Veteran gallery reporter Barry Soper, then the Independent Radio News office supremo, was about to drive to Government House in Newtown, so I cadged a ride. Shortly afterwards, I found myself inside the stately old building, gazing at the chandeliers, panelled walls and grand staircase. Beattie, in black tie, approached the waiting posse of journalists, beckoning a staff member as he did so. “Get these good people a drink,” he instructed. We were soon chugging gin and tonics.
It so happened that Beattie was hosting a dinner that evening for media bosses and assorted VIPs, including Muldoon’s second-in-command, the deputy prime minister Jim McLay and Labour’s deputy leader, Geoffrey Palmer. In the pre-digital age, both were oblivious to what was unfolding in another part of the building.
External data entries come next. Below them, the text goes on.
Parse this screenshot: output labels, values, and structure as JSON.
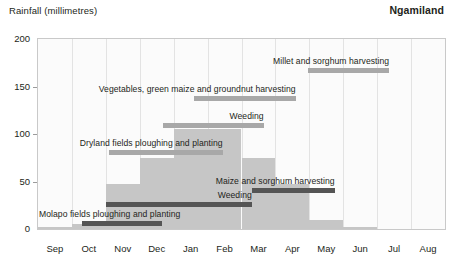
{
  "header": {
    "axis_title": "Rainfall (millimetres)",
    "region": "Ngamiland"
  },
  "chart_data": {
    "type": "bar",
    "title": "Rainfall (millimetres)",
    "subtitle": "Ngamiland",
    "xlabel": "",
    "ylabel": "Rainfall (millimetres)",
    "ylim": [
      0,
      200
    ],
    "yticks": [
      0,
      50,
      100,
      150,
      200
    ],
    "ytick_labels": [
      "0",
      "50",
      "100",
      "150",
      "200"
    ],
    "grid": "vertical",
    "legend_position": "none",
    "categories": [
      "Sep",
      "Oct",
      "Nov",
      "Dec",
      "Jan",
      "Feb",
      "Mar",
      "Apr",
      "May",
      "Jun",
      "Jul",
      "Aug"
    ],
    "values": [
      2,
      5,
      47,
      75,
      105,
      105,
      75,
      47,
      10,
      2,
      0,
      0
    ],
    "series": [
      {
        "name": "Monthly rainfall",
        "values": [
          2,
          5,
          47,
          75,
          105,
          105,
          75,
          47,
          10,
          2,
          0,
          0
        ]
      }
    ],
    "annotations": [
      {
        "label": "Millet and sorghum harvesting",
        "start_month": "May",
        "end_month": "Jul",
        "start_index": 7.95,
        "end_index": 10.35,
        "level": 170,
        "style": "light"
      },
      {
        "label": "Vegetables, green maize and groundnut harvesting",
        "start_month": "Jan",
        "end_month": "Apr",
        "start_index": 4.6,
        "end_index": 7.6,
        "level": 140,
        "style": "light"
      },
      {
        "label": "Weeding",
        "start_month": "Dec",
        "end_month": "Mar",
        "start_index": 3.7,
        "end_index": 6.65,
        "level": 112,
        "style": "light"
      },
      {
        "label": "Dryland fields ploughing and planting",
        "start_month": "Oct",
        "end_month": "Feb",
        "start_index": 2.1,
        "end_index": 5.45,
        "level": 83,
        "style": "light"
      },
      {
        "label": "Maize and sorghum harvesting",
        "start_month": "Mar",
        "end_month": "Jun",
        "start_index": 6.3,
        "end_index": 8.75,
        "level": 43,
        "style": "dark"
      },
      {
        "label": "Weeding",
        "start_month": "Nov",
        "end_month": "Mar",
        "start_index": 2.0,
        "end_index": 6.3,
        "level": 28,
        "style": "dark"
      },
      {
        "label": "Molapo fields ploughing and planting",
        "start_month": "Oct",
        "end_month": "Dec",
        "start_index": 1.3,
        "end_index": 3.65,
        "level": 8,
        "style": "dark"
      }
    ]
  },
  "colors": {
    "rainfall_bar": "#c6c6c6",
    "activity_light": "#a8a8a8",
    "activity_dark": "#555555",
    "gridline": "#e3e3e3",
    "plot_border": "#c9c9c9",
    "plot_background": "#fbfbfb",
    "text": "#231f20"
  }
}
Muldoon had arrived and been handed the habitual stiff one poured whenever he called at the residence. Cabinet secretary and clerk of the executive council Patrick Millen had been telephoned at home and told to get to Government House pronto. Unsurprisingly, given the hour, he had been in bed. Staff apparently enjoyed the sight of a flustered Millen rushing in, pyjamas visible under his buttoned jacket.
By the time the drawing room meeting between Muldoon, Beattie and Millen wrapped up, it was close to midnight. The media pack still had the Government House foyer staked out. We weren’t going anywhere until we had confirmation of an election, which we got as Muldoon headed for the door, flanked by Beattie. Muldoon advised us that Beattie had agreed to a dissolution of Parliament and that there would be an election in a month’s time, on July 14. Given his tired and emotional state, it was soon christened “the schnapps election”.
The Prime Minister’s night was still not finished. He returned to Parliament and met his party chiefs. At 1am, he faced journalists hovering outside the door – Muldoon could never be accused of shirking his media responsibilities. RNZ’s political editor, Richard Griffin, observed that four weeks didn’t give him much time to run up to an election. Muldoon memorably drawled in response: “It doesn’t give my opponents much time to run up to an election, does it?”
Muldoon had come to the Beehive that day in his own car, a Triumph 2500, but he was in no state to drive to Vogel House, then the prime ministerial residence in Lower Hutt. Chief whip McKinnon dispatched someone to the Beehive garage to deflate one of the Triumph’s tyres. Muldoon noticed the flattie when he got to his vehicle and apparently didn’t demur when a crown limo was whistled up to take him home.
Nonetheless, by the time of McKinnon’s judicious intervention, it had already been a car crash of a day.
Mike Munro was a journalist in the parliamentary press gallery from 1984-94 and later worked for prime ministers Helen Clark and Jacinda Ardern.